Wednesday, March 23, 2016

Hello Blogland

My name is Roisin Pitman and I am a 53 year old retail business owner from Jersey. I was born and educated in the island and left school at sixteen to pursue a career in banking, with Lloyds Bank.

At 20 years of age I decided that banking wasn't for me and set about applying for the States of Jersey Police Force which I joined on 1st October 1982 and successfully completed basic training at Ashford Police Training Centre (Grosvenor Hall) in Kent.

During my time as a police officer I undertook uniformed patrol duties and worked in the criminal investigation department, drove traffic vehicles, was in the heavy motorcycle section and was part of the drugs squad and force intelligence unit. In 1990, without warning I lost my sight overnight when both retinas simultaneously detached. Between 1990 and 1994 I underwent 32 eye procedures in Jersey and at Moorfields Eye Hospital, London, but was discovered to have an hereditary, progressive connective tissue disorder. On 5th July 1993, with one eye now permanently lost, I was medically retired from the Police.

In September 1993 I went into business with my father and sister at our locally established retail business (Trek Plus), selling specialist outdoor clothing and equipment. I have now been running the business as Managing Director since 2002 and jointly own it with my sister Christine.

In what spare time I have had over the years, I have been a mobile disc jockey, a cub scout leader, a footballer and a martial arts instructor. I founded and still run my Aikido club from Fort Regent which is now 29 years old. I have studied aikido for thirty-six years and currently am the highest graded aikido exponent, with a disability, in the world, holding a 6th Dan black belt under Master Yasuhisa Shioda of Tokyo, Japan. I also hold a 4th Dan in Mushin-Do under the late Master Francis Ramasamy of Penang, Malaysia. 

This season (2015-16) I started playing league football for St. Paul's Ladies as one of the goalkeepers in the squad at the club based in my home Parish of St. Saviour.

Last year I registered another business, with a view to offering self protection solutions to the public sector, corporate and private clients. For the last twenty-five years I have lectured and run courses in self defence for Beaulieu Convent, Hautlieu, Highlands College, the Children's Department, Adult Education Services, Highlands staff and numerous Honorary Police Forces. I have recently lectured in Brighton and at Oxford University. I have taught aikido in many countries around Europe and Malaysia and have clubs in Jersey, Guernsey, Warrington, Farnham, the Italian Alps and Brittany.

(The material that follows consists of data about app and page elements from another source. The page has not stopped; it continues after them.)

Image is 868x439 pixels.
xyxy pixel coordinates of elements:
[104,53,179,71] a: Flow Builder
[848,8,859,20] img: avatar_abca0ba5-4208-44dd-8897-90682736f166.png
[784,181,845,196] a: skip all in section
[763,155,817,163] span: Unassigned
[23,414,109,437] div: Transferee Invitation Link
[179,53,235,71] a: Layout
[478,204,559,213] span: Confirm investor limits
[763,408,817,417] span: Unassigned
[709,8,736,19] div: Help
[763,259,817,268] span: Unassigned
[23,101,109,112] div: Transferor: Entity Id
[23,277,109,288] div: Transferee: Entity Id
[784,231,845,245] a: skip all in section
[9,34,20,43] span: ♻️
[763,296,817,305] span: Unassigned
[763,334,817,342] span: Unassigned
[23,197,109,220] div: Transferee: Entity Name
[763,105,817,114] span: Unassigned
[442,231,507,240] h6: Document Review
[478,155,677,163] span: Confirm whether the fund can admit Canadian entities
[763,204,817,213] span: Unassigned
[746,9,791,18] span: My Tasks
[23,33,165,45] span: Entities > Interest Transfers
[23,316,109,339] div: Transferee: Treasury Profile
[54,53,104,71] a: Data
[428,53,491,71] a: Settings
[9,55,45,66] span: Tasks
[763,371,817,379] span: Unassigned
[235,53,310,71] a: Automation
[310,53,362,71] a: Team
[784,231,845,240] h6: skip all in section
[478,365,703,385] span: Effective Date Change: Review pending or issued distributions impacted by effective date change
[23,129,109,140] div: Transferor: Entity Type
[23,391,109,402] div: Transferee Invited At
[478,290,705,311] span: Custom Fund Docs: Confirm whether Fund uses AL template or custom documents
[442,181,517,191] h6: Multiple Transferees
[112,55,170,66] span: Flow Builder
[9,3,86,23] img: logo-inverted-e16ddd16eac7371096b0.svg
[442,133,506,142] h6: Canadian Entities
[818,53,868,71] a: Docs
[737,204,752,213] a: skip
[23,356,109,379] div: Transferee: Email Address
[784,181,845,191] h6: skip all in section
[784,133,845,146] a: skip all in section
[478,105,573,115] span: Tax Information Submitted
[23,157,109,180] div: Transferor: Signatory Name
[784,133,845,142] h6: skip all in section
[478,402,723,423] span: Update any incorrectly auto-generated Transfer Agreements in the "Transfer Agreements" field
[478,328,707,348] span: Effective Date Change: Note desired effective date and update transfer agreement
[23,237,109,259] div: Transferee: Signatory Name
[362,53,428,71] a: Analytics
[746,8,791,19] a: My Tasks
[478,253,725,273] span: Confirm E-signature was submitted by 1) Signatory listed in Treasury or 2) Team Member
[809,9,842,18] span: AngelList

I am also the Director of Disability Martial Arts for the Jersey Sports Association for the Disabled and an Avon Representative.

I have never been particularly political but I am passionate about the island of my birth and I have watched the island lurch from one disaster to another over the last twenty or so years. My late father, Graeme Pitman, tried several times to enter the States of Jersey, standing both as a potential Deputy in our home district of Petite Longueville (St. Saviour No 1) and as a Senator aiming for an islandwide mandate.

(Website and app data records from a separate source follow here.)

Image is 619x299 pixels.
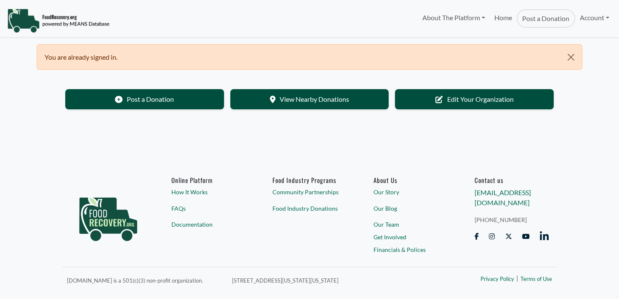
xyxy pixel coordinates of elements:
a: Our Blog [373,204,447,213]
a: [PHONE_NUMBER] [474,215,548,224]
h6: Contact us [474,176,548,184]
a: Edit Your Organization [395,89,553,109]
a: Terms of Use [520,275,552,284]
a: Account [575,9,614,26]
a: Get Involved [373,233,447,242]
span: | [516,273,518,283]
a: Privacy Policy [480,275,514,284]
a: About Us [373,176,447,184]
img: NavigationLogo_FoodRecovery-91c16205cd0af1ed486a0f1a7774a6544ea792ac00100771e7dd3ec7c0e58e41.png [7,8,109,33]
a: How It Works [171,188,245,197]
a: Our Team [373,220,447,229]
a: Community Partnerships [272,188,346,197]
button: Close [560,45,582,70]
p: [STREET_ADDRESS][US_STATE][US_STATE] [232,275,428,285]
a: Our Story [373,188,447,197]
a: Post a Donation [516,9,574,28]
a: [EMAIL_ADDRESS][DOMAIN_NAME] [474,189,531,207]
a: FAQs [171,204,245,213]
a: Financials & Polices [373,245,447,254]
a: Post a Donation [65,89,224,109]
a: About The Platform [417,9,489,26]
a: Home [489,9,516,28]
a: Food Industry Donations [272,204,346,213]
h6: Online Platform [171,176,245,184]
h6: Food Industry Programs [272,176,346,184]
img: food_recovery_green_logo-76242d7a27de7ed26b67be613a865d9c9037ba317089b267e0515145e5e51427.png [70,176,146,256]
a: Documentation [171,220,245,229]
p: [DOMAIN_NAME] is a 501(c)(3) non-profit organization. [67,275,222,285]
div: You are already signed in. [37,44,582,70]
a: View Nearby Donations [230,89,389,109]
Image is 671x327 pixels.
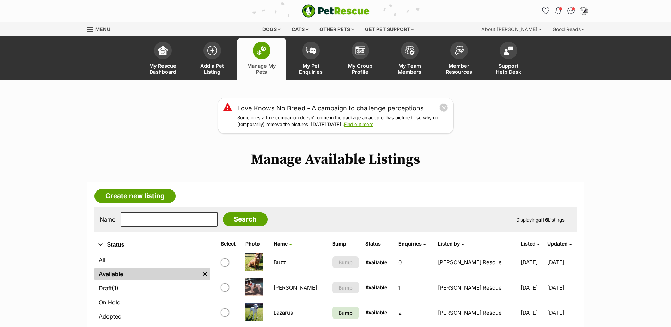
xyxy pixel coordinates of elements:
img: Celebrity Pets Rescue profile pic [580,7,587,14]
td: [DATE] [518,300,546,325]
button: close [439,103,448,112]
img: add-pet-listing-icon-0afa8454b4691262ce3f59096e99ab1cd57d4a30225e0717b998d2c9b9846f56.svg [207,45,217,55]
a: Updated [547,240,571,246]
a: Available [94,268,200,280]
td: 0 [396,250,434,274]
a: Draft [94,282,210,294]
a: Add a Pet Listing [188,38,237,80]
strong: all 6 [538,217,548,222]
img: pet-enquiries-icon-7e3ad2cf08bfb03b45e93fb7055b45f3efa6380592205ae92323e6603595dc1f.svg [306,47,316,54]
a: Enquiries [398,240,426,246]
div: Cats [287,22,313,36]
a: [PERSON_NAME] Rescue [438,259,502,265]
a: [PERSON_NAME] [274,284,317,291]
a: Bump [332,306,359,319]
th: Bump [329,238,362,249]
a: Find out more [344,122,373,127]
div: Good Reads [548,22,589,36]
span: Manage My Pets [246,63,277,75]
p: Sometimes a true companion doesn’t come in the package an adopter has pictured…so why not (tempor... [237,115,448,128]
a: Create new listing [94,189,176,203]
a: My Pet Enquiries [286,38,336,80]
a: Love Knows No Breed - A campaign to challenge perceptions [237,103,424,113]
span: Displaying Listings [516,217,564,222]
th: Select [218,238,242,249]
a: [PERSON_NAME] Rescue [438,309,502,316]
a: All [94,253,210,266]
span: My Group Profile [344,63,376,75]
ul: Account quick links [540,5,589,17]
input: Search [223,212,268,226]
a: My Team Members [385,38,434,80]
img: notifications-46538b983faf8c2785f20acdc204bb7945ddae34d4c08c2a6579f10ce5e182be.svg [555,7,561,14]
a: On Hold [94,296,210,308]
span: Add a Pet Listing [196,63,228,75]
a: Remove filter [200,268,210,280]
td: 2 [396,300,434,325]
span: Available [365,309,387,315]
a: My Rescue Dashboard [138,38,188,80]
div: Other pets [314,22,359,36]
span: Menu [95,26,110,32]
span: Member Resources [443,63,475,75]
span: Listed by [438,240,460,246]
td: 1 [396,275,434,300]
img: group-profile-icon-3fa3cf56718a62981997c0bc7e787c4b2cf8bcc04b72c1350f741eb67cf2f40e.svg [355,46,365,55]
td: [DATE] [518,250,546,274]
a: Support Help Desk [484,38,533,80]
td: [DATE] [547,300,576,325]
span: Listed [521,240,536,246]
img: help-desk-icon-fdf02630f3aa405de69fd3d07c3f3aa587a6932b1a1747fa1d2bba05be0121f9.svg [503,46,513,55]
th: Photo [243,238,270,249]
span: My Rescue Dashboard [147,63,179,75]
button: Bump [332,282,359,293]
img: chat-41dd97257d64d25036548639549fe6c8038ab92f7586957e7f3b1b290dea8141.svg [567,7,575,14]
a: Member Resources [434,38,484,80]
a: Manage My Pets [237,38,286,80]
a: Lazarus [274,309,293,316]
td: [DATE] [547,275,576,300]
img: dashboard-icon-eb2f2d2d3e046f16d808141f083e7271f6b2e854fb5c12c21221c1fb7104beca.svg [158,45,168,55]
a: [PERSON_NAME] Rescue [438,284,502,291]
a: Name [274,240,292,246]
span: Name [274,240,288,246]
a: PetRescue [302,4,369,18]
img: logo-e224e6f780fb5917bec1dbf3a21bbac754714ae5b6737aabdf751b685950b380.svg [302,4,369,18]
div: Get pet support [360,22,419,36]
span: Bump [338,284,353,291]
span: Updated [547,240,568,246]
button: Status [94,240,210,249]
a: Favourites [540,5,551,17]
span: My Pet Enquiries [295,63,327,75]
button: Bump [332,256,359,268]
img: member-resources-icon-8e73f808a243e03378d46382f2149f9095a855e16c252ad45f914b54edf8863c.svg [454,45,464,55]
th: Status [362,238,395,249]
img: team-members-icon-5396bd8760b3fe7c0b43da4ab00e1e3bb1a5d9ba89233759b79545d2d3fc5d0d.svg [405,46,415,55]
img: manage-my-pets-icon-02211641906a0b7f246fdf0571729dbe1e7629f14944591b6c1af311fb30b64b.svg [257,46,267,55]
span: Available [365,259,387,265]
a: Listed [521,240,539,246]
div: About [PERSON_NAME] [476,22,546,36]
span: Bump [338,258,353,266]
button: My account [578,5,589,17]
td: [DATE] [518,275,546,300]
span: Support Help Desk [493,63,524,75]
a: My Group Profile [336,38,385,80]
span: Available [365,284,387,290]
span: Bump [338,309,353,316]
label: Name [100,216,115,222]
td: [DATE] [547,250,576,274]
div: Dogs [257,22,286,36]
span: My Team Members [394,63,426,75]
span: translation missing: en.admin.listings.index.attributes.enquiries [398,240,422,246]
a: Adopted [94,310,210,323]
span: (1) [112,284,118,292]
a: Conversations [565,5,577,17]
a: Listed by [438,240,464,246]
a: Buzz [274,259,286,265]
a: Menu [87,22,115,35]
button: Notifications [553,5,564,17]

During the hustings I regularly heard people say that my father was the one that always spoke sense, however, this didn't materialise when the votes were counted. My late mother once said to me that Dad would have been so frustrated in the House had he been successful.
My father's nickname, among the local media was the "incorruptible civil servant". He was honest, direct, and did not suffer fools. Even though he lost his sight as a teenager, it did not stop him rising through the ranks in the Jersey civil service. He was a Committee Secretary in the States Greffe, Chief Administrative Officer for the Department of Public Building & Works (now Infrastructure) and Chief Officer of Fort Regent until his retirement in 1992. He was a highly respected senior civil servant for forty years on a fraction of the wages that are paid out to some of the civil servants today. Many on six figure salaries are not even Chief Officers, but underlings.

I have exercised my right to vote on every election since I became eligible to vote at the age of eighteen in 1980. The politicians that sat in the States Chamber were unpaid and served for the good of their island and its people. Many were retired business people, who had run or continued to run successful businesses and wanted to give something back to the community. When the 2014 general election occurred (the first one in Jersey) I was hard pressed to use my full allowance of votes for Senator. There were just no inspirational candidates. Some manifestos promised the earth with no hope of deliverance and others promised one thing and then promptly voted the other way. For the first time in living memory the public have almost unanimously lost faith in the House and its inhabitants. We feel let down and lied to with so much spin being employed that the resultant wind could power the whole of our electricity grid without need to pipe it in from France.